> you still would prefer to be working entirely in C?
No, but there are more options than just Go and C. Rust is an option that I'm shilling at the moment (though I've only started learning it, so take that with a grain of salt). The main reason I would want to write it in C is because there's a lot of string parsing code you have to write in order to make container runtimes work -- and as we all know that's probably the #1 source of security vulnerabilities.
> Are there no advantages to Go for runc?
There are, mainly due to network effect (everything else is written in Go) and getting contributions from the community (Go is easy to pick up). Unfortunately there are also disadvantages, and quite a few of those disadvantages are present in Go but are not present in other memory-safe and low-level languages (Rust is a good example because to be quite honest it's the only player in this space that doesn't try to do more than necessary).
Go is a good language for it's designed for (Web servers and similar things), but from my experience it's not the best choice for low-level tasks. We've seen cases where long-running container daemons (not naming any names) will crash if you run more than 1000 containers on a single system. They don't crash because of the actual daemon code but because of issues with Go's GC (it doesn't actually free memory sanely, it uses MADV_DONTNEED which inflates RSS and causes OOM to kill your daemon).
> And, would it be possible for someone to write a somewhat standardized Go library for doing this grunt work?
Of course (and you could argue that we have done that in runc with github.com/opencontainers/runc/libcontainer/nsenter), but the thing to note is that in order to get around problems in the Go runtime you have to split out a single piece of code into separate processes and have to now redesign how a single function would work. So moving it to a separate library means that development is even more frustrating (you've created an API around the internal implementation of whatever thing you're working on).
> Is it merely fear of C that keeps so much of the container infrastructure on Go?
I think the network effect is the main reason. Most of the people I've worked with know quite a lot of C (we do kernel work sometimes) so writing a runtime in C would be frustrating but entirely doable. The problem is that you couldn't just import it into a Go project (and people don't like cgo because it makes binaries harder to build in certain cases).
> I've only spent a couple of weeks looking peripherally at Go, and I already like it better than C
Go definitely has it's uses, and I still use it for new projects. For example I recently wrote a tool for dealing with OCI container images in Go[1]. The standard library of Go is quite nice (though I found some bugs in archive/tar but let's not go there) and I'm always quite amazed just how much you can do before you have to import external libraries.
But I recently started learning Rust and I am _really_ enjoying being able to understand what my program will actually look like when compiled. If you've ever had to strace a Go program, you'll know exactly what I mean. Debugging Go programs is basically fucking impossible.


:: Problem details ::
Your answer needs to include each line of the records in which the string "structured" can be found.

━━ Data shown ━━

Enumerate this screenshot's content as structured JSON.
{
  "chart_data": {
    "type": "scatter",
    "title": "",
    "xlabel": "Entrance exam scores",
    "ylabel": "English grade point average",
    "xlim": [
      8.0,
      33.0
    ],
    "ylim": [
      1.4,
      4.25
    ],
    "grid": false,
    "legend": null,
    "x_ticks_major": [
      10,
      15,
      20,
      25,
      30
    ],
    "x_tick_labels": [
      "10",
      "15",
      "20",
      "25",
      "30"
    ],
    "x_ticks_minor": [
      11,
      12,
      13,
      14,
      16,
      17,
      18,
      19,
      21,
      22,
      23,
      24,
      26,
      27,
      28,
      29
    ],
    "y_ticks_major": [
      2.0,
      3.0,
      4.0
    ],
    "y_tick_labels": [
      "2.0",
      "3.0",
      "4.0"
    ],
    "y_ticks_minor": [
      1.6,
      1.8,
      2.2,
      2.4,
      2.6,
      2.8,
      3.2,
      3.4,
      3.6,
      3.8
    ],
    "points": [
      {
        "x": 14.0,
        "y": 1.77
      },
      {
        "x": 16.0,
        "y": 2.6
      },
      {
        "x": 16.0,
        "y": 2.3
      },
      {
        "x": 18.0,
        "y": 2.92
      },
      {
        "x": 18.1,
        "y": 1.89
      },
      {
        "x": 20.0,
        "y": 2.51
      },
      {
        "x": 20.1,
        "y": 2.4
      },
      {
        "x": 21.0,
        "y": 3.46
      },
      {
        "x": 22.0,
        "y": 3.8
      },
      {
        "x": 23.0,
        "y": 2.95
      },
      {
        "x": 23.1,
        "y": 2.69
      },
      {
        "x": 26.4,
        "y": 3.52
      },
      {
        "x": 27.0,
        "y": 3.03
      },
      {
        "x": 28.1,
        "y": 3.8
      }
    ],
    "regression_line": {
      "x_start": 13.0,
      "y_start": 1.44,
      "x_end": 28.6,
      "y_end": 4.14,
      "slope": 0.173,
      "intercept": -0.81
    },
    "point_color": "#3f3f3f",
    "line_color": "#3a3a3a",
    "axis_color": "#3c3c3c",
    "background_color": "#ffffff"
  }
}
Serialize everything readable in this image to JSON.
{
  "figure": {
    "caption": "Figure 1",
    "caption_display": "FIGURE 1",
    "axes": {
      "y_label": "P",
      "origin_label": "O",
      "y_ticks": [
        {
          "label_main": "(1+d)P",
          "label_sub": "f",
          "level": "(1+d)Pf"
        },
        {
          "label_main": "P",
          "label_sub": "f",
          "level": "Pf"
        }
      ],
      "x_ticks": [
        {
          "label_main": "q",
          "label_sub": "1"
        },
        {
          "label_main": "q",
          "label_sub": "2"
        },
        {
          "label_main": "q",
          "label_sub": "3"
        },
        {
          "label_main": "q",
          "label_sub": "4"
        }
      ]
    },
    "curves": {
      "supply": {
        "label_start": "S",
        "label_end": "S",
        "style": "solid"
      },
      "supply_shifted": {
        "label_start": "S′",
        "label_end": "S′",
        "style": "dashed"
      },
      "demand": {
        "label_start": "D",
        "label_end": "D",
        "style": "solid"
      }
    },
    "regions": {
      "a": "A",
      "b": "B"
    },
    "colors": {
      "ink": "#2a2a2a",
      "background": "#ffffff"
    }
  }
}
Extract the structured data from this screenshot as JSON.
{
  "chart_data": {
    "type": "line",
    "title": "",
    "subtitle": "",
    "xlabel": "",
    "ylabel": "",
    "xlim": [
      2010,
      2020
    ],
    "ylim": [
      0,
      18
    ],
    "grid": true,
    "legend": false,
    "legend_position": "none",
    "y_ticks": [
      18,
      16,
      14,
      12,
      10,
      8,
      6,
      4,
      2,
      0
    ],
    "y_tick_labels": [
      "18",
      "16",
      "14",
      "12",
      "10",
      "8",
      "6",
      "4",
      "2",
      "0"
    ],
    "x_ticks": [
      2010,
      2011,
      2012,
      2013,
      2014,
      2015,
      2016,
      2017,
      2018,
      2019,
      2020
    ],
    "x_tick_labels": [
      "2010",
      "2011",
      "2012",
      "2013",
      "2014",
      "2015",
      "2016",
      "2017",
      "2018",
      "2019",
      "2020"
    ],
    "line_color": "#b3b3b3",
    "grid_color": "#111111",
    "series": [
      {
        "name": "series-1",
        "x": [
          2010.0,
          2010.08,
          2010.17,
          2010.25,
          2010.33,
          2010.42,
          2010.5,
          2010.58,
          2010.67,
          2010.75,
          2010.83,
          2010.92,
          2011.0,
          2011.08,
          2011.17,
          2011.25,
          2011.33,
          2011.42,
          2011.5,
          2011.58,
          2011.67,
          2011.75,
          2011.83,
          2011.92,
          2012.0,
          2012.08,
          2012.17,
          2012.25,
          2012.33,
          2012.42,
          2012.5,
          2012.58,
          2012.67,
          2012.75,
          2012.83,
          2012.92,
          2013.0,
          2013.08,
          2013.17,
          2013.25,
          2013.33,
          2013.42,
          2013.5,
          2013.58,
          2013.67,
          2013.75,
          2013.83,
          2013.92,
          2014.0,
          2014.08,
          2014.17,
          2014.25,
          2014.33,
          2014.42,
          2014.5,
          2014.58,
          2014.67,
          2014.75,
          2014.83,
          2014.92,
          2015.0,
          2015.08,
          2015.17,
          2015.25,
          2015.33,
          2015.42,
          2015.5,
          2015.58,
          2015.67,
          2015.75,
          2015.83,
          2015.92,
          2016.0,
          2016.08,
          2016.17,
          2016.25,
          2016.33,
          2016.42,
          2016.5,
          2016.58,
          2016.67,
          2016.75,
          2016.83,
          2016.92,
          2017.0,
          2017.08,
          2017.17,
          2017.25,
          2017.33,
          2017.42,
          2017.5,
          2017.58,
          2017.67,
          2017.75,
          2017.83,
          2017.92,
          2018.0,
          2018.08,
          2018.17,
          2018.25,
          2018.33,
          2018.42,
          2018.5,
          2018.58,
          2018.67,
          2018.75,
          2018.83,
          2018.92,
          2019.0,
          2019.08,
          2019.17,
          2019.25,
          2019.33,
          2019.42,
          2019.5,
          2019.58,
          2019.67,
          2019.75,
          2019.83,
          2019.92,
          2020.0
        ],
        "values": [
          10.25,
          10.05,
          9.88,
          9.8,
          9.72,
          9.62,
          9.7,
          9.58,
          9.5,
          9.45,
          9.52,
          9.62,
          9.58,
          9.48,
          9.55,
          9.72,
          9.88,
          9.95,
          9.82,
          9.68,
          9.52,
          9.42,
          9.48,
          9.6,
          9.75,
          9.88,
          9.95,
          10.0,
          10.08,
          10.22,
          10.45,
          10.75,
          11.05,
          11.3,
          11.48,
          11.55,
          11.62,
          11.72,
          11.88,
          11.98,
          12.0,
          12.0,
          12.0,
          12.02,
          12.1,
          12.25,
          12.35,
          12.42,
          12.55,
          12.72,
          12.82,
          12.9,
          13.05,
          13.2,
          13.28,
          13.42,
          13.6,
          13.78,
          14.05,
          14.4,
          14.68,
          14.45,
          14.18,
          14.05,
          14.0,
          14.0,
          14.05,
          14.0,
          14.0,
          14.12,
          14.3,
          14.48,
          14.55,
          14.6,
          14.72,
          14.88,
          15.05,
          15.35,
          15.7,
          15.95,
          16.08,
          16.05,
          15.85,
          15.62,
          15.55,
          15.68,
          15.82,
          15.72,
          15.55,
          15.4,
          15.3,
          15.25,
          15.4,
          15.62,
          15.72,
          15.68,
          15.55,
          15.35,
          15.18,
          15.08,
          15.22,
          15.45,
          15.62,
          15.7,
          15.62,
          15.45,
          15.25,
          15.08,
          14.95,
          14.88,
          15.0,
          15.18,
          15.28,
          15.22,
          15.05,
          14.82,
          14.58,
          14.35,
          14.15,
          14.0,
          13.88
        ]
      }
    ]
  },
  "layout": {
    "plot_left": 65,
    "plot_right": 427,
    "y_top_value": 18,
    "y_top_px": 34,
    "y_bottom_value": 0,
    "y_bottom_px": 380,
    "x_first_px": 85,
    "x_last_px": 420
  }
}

━━━

:: Finished exercise ::
Enumerate this screenshot's content as structured JSON.
Extract the structured data from this screenshot as JSON.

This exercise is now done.